“Go back, yourself,” replied the black goat, and he pushed against the other.
They were very angry. Each drew back. Their heads came together with terrible force. They locked horns. The white goat lost his footing and fell, pulling the black goat over with him, and both were drowned.
THE STRIKE OF THE MILL FEEDERS
The mill feeders of a great mill—the stomach—met together to talk over their trials.
The hands said, “We are tired of carrying grist to the door of the greedy mill. We would rather spend all our time painting pictures or writing books.”
“We were made for talking and singing,” said the lips, “but much of our time has to be spent in taking grist for the mill.”
“And we,” said the teeth, “give our life to crushing the grist which is brought to the mill. We are wearing out in its service, but what thanks do we get?”
“I have never had a holiday,” said the tongue. “I do not mind talking, but I do not like to work for the mill. Three times a day or oftener, I must help the teeth to prepare the grist. I am tired of it.”
The gullet said, “My whole life is given up to carrying the grist to the mill. I do not like such work. Let the mill feed itself. It has no business to work us to death.”
“Let us all stop work,” cried the mill feeders. “We will stop at once;” and so the mill shut down.
Many hours after, the lips said, “How strange that we should not feel like talking now that we have nothing else to do!”
The hands said, “We are too weak to paint or to write. We never felt so tired before.”
The tongue became parched and all the mill feeders were unhappy.
More hours passed; then the mill feeders held another meeting. It was a short, quiet, earnest meeting.
“We have been fools,” they all said. “The mill was working for us while we were working for it. Our strength came from the grist which we sent to it. We can do nothing without the help of the mill. Let us go to work again. If the mill will only grind for us, we will gladly furnish the grist.”
THE FARMER AND HIS SONS
“Boys, why are you always quarreling? That is no way to live,” said a farmer to his sons one day.
The sons would not listen to their father. Each wanted the best of everything. Each thought the father did more for the others than for him.
The father bore the quarreling as long as he could. One day he called his seven sons to him. He had in his hand a bundle of seven sticks.
“I wish to see which one of you can break this bundle of sticks,” he said.
The oldest one tried first. He was the strongest, but he could not break it though he used all his strength. Then each of his brothers tried hard to break the bundle. None of them could break it.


# YOUR TASK
Exactly as they appear, please output the lines from the one with "Describe the element at coordinates (161, 33)" through the end of the material, without pictures.

--- DATA TO EXAMINE ---

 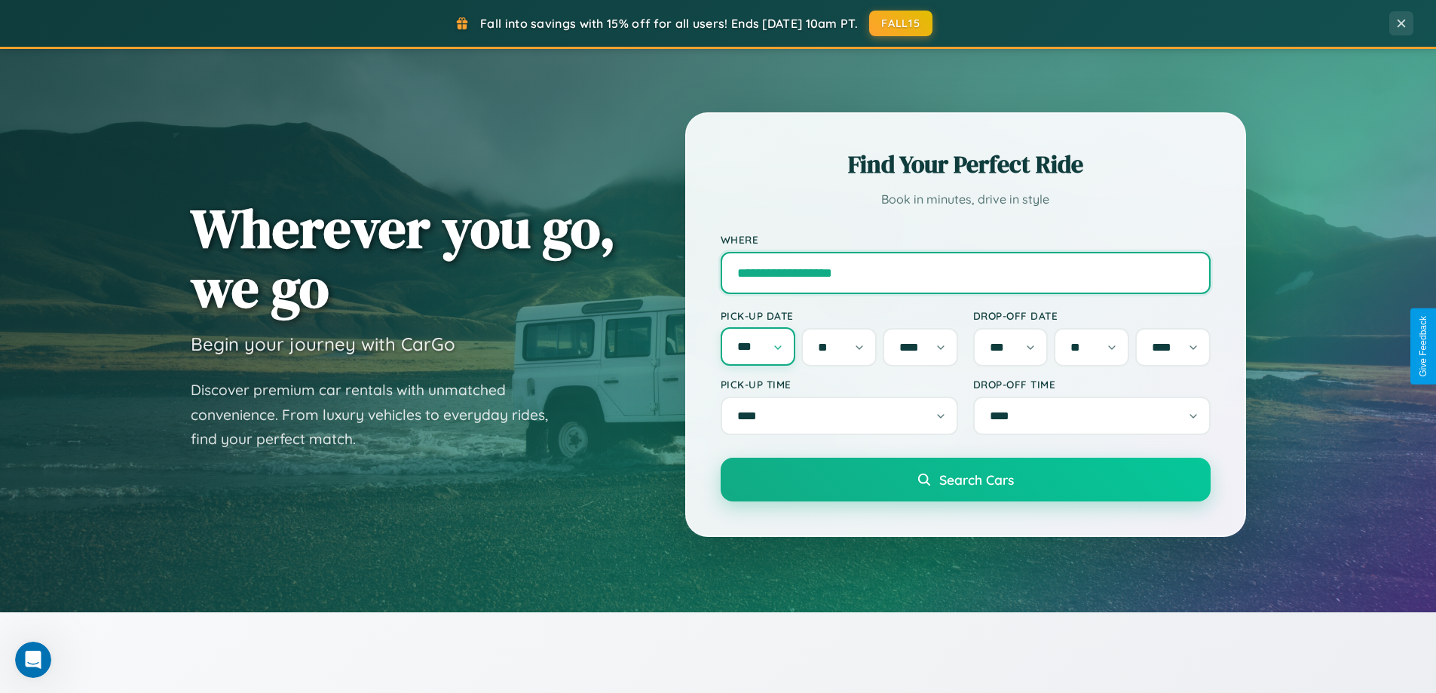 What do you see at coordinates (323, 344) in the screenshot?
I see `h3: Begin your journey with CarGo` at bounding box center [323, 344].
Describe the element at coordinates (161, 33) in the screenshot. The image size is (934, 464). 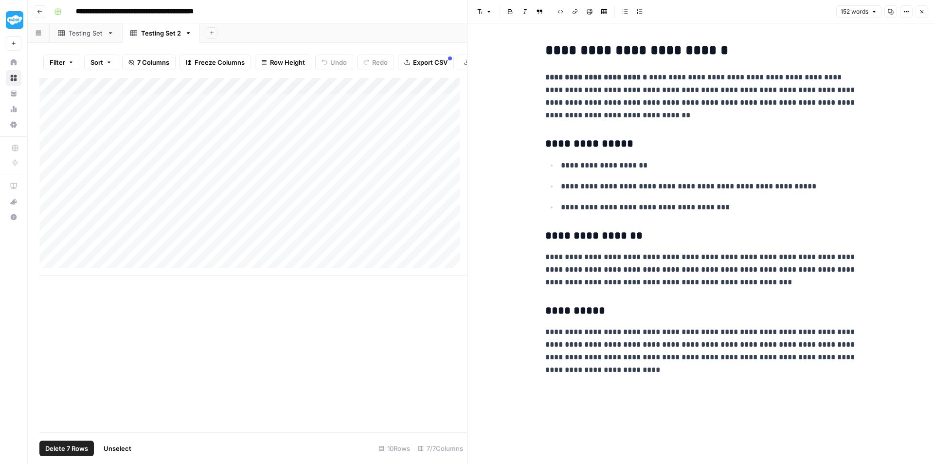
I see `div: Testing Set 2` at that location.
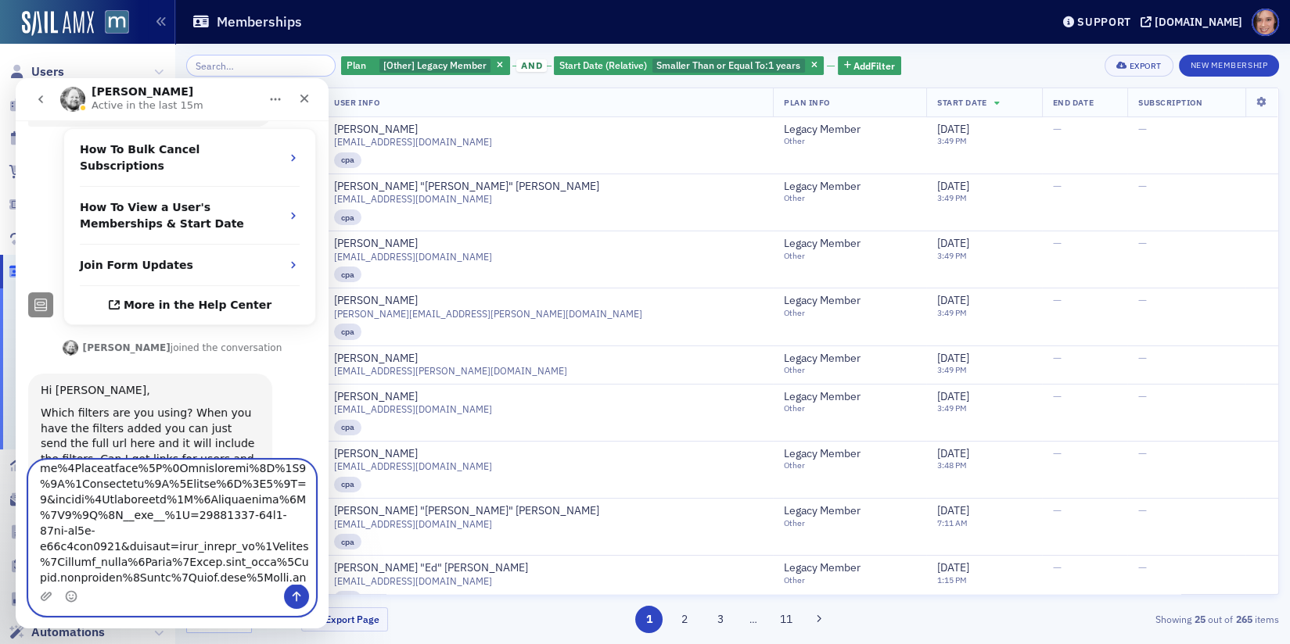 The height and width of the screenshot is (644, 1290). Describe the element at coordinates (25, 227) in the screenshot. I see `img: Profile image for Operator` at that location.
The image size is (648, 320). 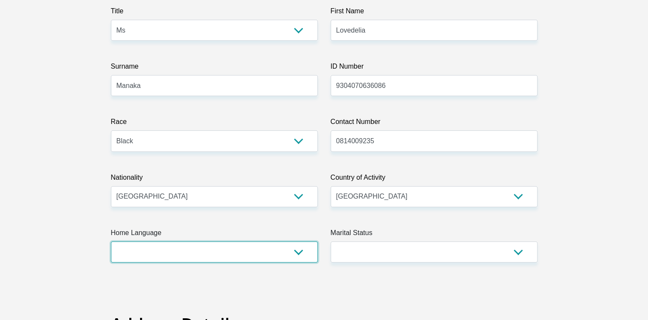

---

# FINISHED TASK
Describe the element at coordinates (161, 33) in the screenshot. The image size is (934, 464). 
I see `div: Testing Set 2` at that location.
 The height and width of the screenshot is (644, 1290). Describe the element at coordinates (25, 227) in the screenshot. I see `img: Profile image for Operator` at that location.
The image size is (648, 320). 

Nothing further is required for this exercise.